How solid did the projects look when you originally started using them?


Very. Multiple updates, public contact addresses, good reviews.


Can you give some examples? Might be useful to know what to look out for.


Did I read this right, they added back support for IE6, 7 and 8 on the 1.x branch?


No, the post is a little oddly worded, but 6/7/8 support wasn't ever removed from the 1.x branch. Just important to note that the 2.x branch removes support for them.


Jquery hide and show was incredibly slow as well, did they fixed that?


Not sure why you got downvoted. It still is slower than expected. I published a jsperf here with jquery 1.11.

http://jsperf.com/jquery-show-hide-vs-css-display-none-block...

Show()/hide() is still very expensive because it checks the visibility before setting it.

What surprised me though is that $elem.css('display', 'none') is equally slow. That smells like an upcoming pull request.

$elem[0].style.display='none' is still the way to go.


If you've got some ideas a ticket at bugs.jquery.com would be a great place to start, with whatever analysis you have.

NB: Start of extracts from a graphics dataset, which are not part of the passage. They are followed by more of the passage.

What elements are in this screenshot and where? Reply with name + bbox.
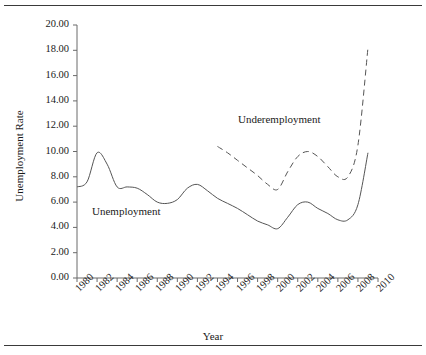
x-axis-title: Year (0, 330, 426, 342)
y-tick-label: 16.00 (25, 69, 69, 80)
y-tick-label: 0.00 (25, 271, 69, 282)
y-tick-label: 2.00 (25, 246, 69, 257)
figure-container: 0.002.004.006.008.0010.0012.0014.0016.00… (0, 0, 426, 355)
series-label-underemployment: Underemployment (238, 113, 320, 125)
y-tick-label: 6.00 (25, 195, 69, 206)
y-tick-label: 10.00 (25, 145, 69, 156)
y-axis-title: Unemployment Rate (13, 91, 25, 221)
y-tick-label: 8.00 (25, 170, 69, 181)
y-tick-label: 4.00 (25, 220, 69, 231)
y-tick-label: 20.00 (25, 18, 69, 29)
series-line-unemployment (77, 152, 368, 229)
y-tick-label: 12.00 (25, 119, 69, 130)
y-tick-label: 18.00 (25, 43, 69, 54)
series-label-unemployment: Unemployment (92, 205, 160, 217)
y-axis-ticks (73, 25, 77, 278)
y-tick-label: 14.00 (25, 94, 69, 105)
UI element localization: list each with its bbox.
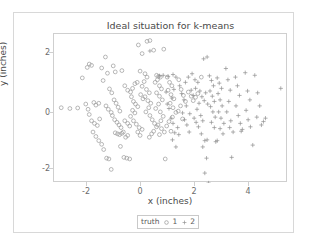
data-point (140, 52, 144, 56)
data-point (129, 114, 133, 118)
data-point (130, 95, 134, 99)
data-point (158, 110, 162, 114)
plus-icon (181, 219, 188, 226)
data-point (197, 101, 201, 105)
data-point (133, 111, 137, 115)
data-point (160, 98, 164, 102)
data-point (225, 110, 229, 114)
data-point (206, 102, 210, 106)
data-point (168, 101, 172, 105)
data-point (172, 87, 176, 91)
data-point (180, 92, 184, 96)
data-point (108, 87, 112, 91)
data-point (84, 102, 88, 106)
data-point (188, 112, 192, 116)
data-point (153, 80, 157, 84)
data-point (131, 86, 135, 90)
data-point (161, 73, 165, 77)
data-point (202, 99, 206, 103)
data-point (100, 142, 104, 146)
data-point (149, 101, 153, 105)
y-tick-label-neg2: -2 (32, 164, 50, 173)
x-tick-label-4: 4 (236, 187, 260, 196)
data-point (169, 129, 173, 133)
data-point (230, 155, 234, 159)
data-point (138, 134, 142, 138)
data-point (168, 80, 172, 84)
data-point (199, 113, 203, 117)
data-point (150, 132, 154, 136)
data-point (97, 139, 101, 143)
data-point (194, 120, 198, 124)
data-point (68, 107, 72, 111)
data-point (193, 86, 197, 90)
data-point (166, 74, 170, 78)
data-point (212, 99, 216, 103)
data-point (186, 90, 190, 94)
data-point (233, 75, 237, 79)
data-point (145, 88, 149, 92)
data-point (203, 139, 207, 143)
data-point (189, 94, 193, 98)
data-point (237, 93, 241, 97)
data-point (244, 108, 248, 112)
data-point (132, 100, 136, 104)
data-point (204, 156, 208, 160)
data-point (248, 125, 252, 129)
data-point (259, 123, 263, 127)
data-point (205, 55, 209, 59)
legend[interactable]: truth 1 2 (137, 215, 199, 229)
data-point (59, 106, 63, 110)
x-axis-title: x (inches) (53, 196, 287, 206)
data-point (166, 88, 170, 92)
data-point (106, 107, 110, 111)
data-point (279, 86, 283, 90)
data-point (208, 105, 212, 109)
data-point (148, 49, 152, 53)
data-point (251, 143, 255, 147)
data-point (136, 43, 140, 47)
data-point (217, 110, 221, 114)
data-point (113, 70, 117, 74)
data-point (218, 98, 222, 102)
data-point (195, 107, 199, 111)
data-point (179, 104, 183, 108)
legend-entry-2[interactable]: 2 (181, 218, 195, 226)
data-point (207, 74, 211, 78)
x-tick-mark (248, 182, 249, 186)
data-point (258, 104, 262, 108)
data-point (139, 93, 143, 97)
data-point (102, 148, 106, 152)
data-point (107, 157, 111, 161)
x-tick-mark (194, 182, 195, 186)
legend-title: truth (141, 218, 159, 226)
data-point (211, 110, 215, 114)
data-point (154, 107, 158, 111)
data-point (218, 127, 222, 131)
data-point (221, 132, 225, 136)
data-point (113, 131, 117, 135)
data-point (209, 78, 213, 82)
data-point (80, 76, 84, 80)
data-point (184, 104, 188, 108)
data-point (76, 106, 80, 110)
data-point (177, 133, 181, 137)
data-point (224, 66, 228, 70)
data-point (138, 69, 142, 73)
data-point (91, 130, 95, 134)
data-point (179, 88, 183, 92)
data-point (86, 107, 90, 111)
data-point (235, 84, 239, 88)
series-1-markers (59, 39, 203, 172)
data-point (110, 91, 114, 95)
data-point (128, 124, 132, 128)
data-point (177, 78, 181, 82)
data-point (129, 90, 133, 94)
legend-entry-1[interactable]: 1 (163, 218, 177, 226)
data-point (119, 145, 123, 149)
data-point (248, 98, 252, 102)
data-point (170, 84, 174, 88)
data-point (140, 128, 144, 132)
data-point (226, 78, 230, 82)
data-point (246, 118, 250, 122)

Remember, however, that many of your "comparable" test cases are making assumptions that jQuery can't make. For example, .show() sets the display property back to what it was before a previous .hide(), to do that it has to query the display property when hiding. If you try some ideas for fixes, the unit tests should indicate whether you've run afoul of such problems.

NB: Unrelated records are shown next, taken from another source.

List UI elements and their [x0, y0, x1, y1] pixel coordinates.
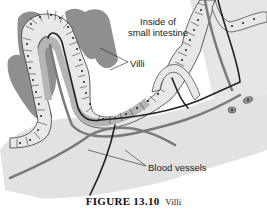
label-inside-line1: Inside of	[118, 16, 198, 27]
label-inside-line2: small intestine	[118, 27, 198, 38]
label-blood-vessels: Blood vessels	[148, 162, 207, 173]
figure-caption: FIGURE 13.10 Villi	[0, 195, 267, 207]
figure-number: FIGURE 13.10	[86, 195, 160, 207]
figure-title: Villi	[165, 197, 181, 207]
label-villi: Villi	[130, 58, 145, 69]
villi-diagram: Inside of small intestine Villi Blood ve…	[0, 0, 267, 214]
label-inside-small-intestine: Inside of small intestine	[118, 16, 198, 38]
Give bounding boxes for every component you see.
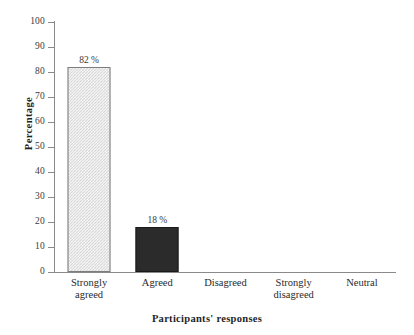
y-axis-tick-label: 90 [0,42,45,52]
y-axis-tick [48,222,55,223]
y-axis-tick [48,172,55,173]
y-axis-tick [48,197,55,198]
y-axis-tick [48,47,55,48]
y-axis-tick [48,272,55,273]
y-axis-tick-label-text: 100 [3,17,45,27]
x-axis-labels: Strongly agreedAgreedDisagreedStrongly d… [55,277,396,307]
bar-group [260,22,328,272]
y-axis-tick-label: 20 [0,217,45,227]
x-axis-category-label: Strongly agreed [55,277,123,301]
y-axis-tick-label: 0 [0,267,45,277]
bar-value-label: 82 % [79,55,99,65]
y-axis-tick [48,97,55,98]
bar-value-label: 18 % [147,215,167,225]
x-axis-category-label: Strongly disagreed [260,277,328,301]
y-axis-tick [48,247,55,248]
y-axis-tick-label: 10 [0,242,45,252]
y-axis-tick [48,147,55,148]
y-axis-tick [48,122,55,123]
x-axis-category-label: Disagreed [191,277,259,289]
x-axis-line [55,272,396,273]
y-axis-tick-label-text: 20 [3,217,45,227]
bars-layer: 82 %18 % [55,22,396,272]
y-axis-tick-label: 30 [0,192,45,202]
bar[interactable]: 82 % [68,67,111,272]
bar-group [191,22,259,272]
y-axis-tick-label-text: 30 [3,192,45,202]
x-axis-category-label: Neutral [328,277,396,289]
bar-group [328,22,396,272]
y-axis-tick-label-text: 10 [3,242,45,252]
bar-chart: 0102030405060708090100 Percentage 82 %18… [0,0,414,335]
bar-group: 82 % [55,22,123,272]
x-axis-category-label: Agreed [123,277,191,289]
bar[interactable]: 18 % [136,227,179,272]
x-axis-title: Participants' responses [0,313,414,324]
y-axis-tick [48,72,55,73]
y-axis-tick-label-text: 0 [3,267,45,277]
y-axis-tick-label-text: 90 [3,42,45,52]
y-axis-tick [48,22,55,23]
y-axis-tick-label: 100 [0,17,45,27]
y-axis-title: Percentage [23,64,34,184]
bar-group: 18 % [123,22,191,272]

Is the performance of .show()/.hide() causing issues? Under what conditions?


I agree with hide() and show(). Their performance is not that important since they are a swiss army knife and hopefully not used on too many elements at a time. The bad performance of .css() in the jsperf above is strange, though.

Profiling shows that it is not one big function but many small which accumulate. The camelCase function alone takes 3% of the speed in Chrome, the internal access() structure takes nearly half the time itself.

Speed could be achieved with the byte cost of specialised functions for easy cases like css(key, value) where you can skip most of the checks and queuing.

This shortcut for show/hide is roughly 16x faster and should remain more or less so even after extending it to cache the previous style and adding common exceptions for <tr>, !important, etc. Shortcuts like those could be used if it is clear that the chosen function signature is very easy like $('p').css('display', 'none') so all other checks can be skipped but would add to the payload of jQuery.

    $.fn.cssDisplay=function(show) {
      var d=show?'block':typeof show==='undefined'?'':'none',
        length=this.length, i=0;
      for(;i<length;) {
        this[i++].style.display=d;
      }
      return this;
    }
I’ll have a look into a more generic and faster .css() solution.


$elem[0].hidden=true should work in modern browsers as well.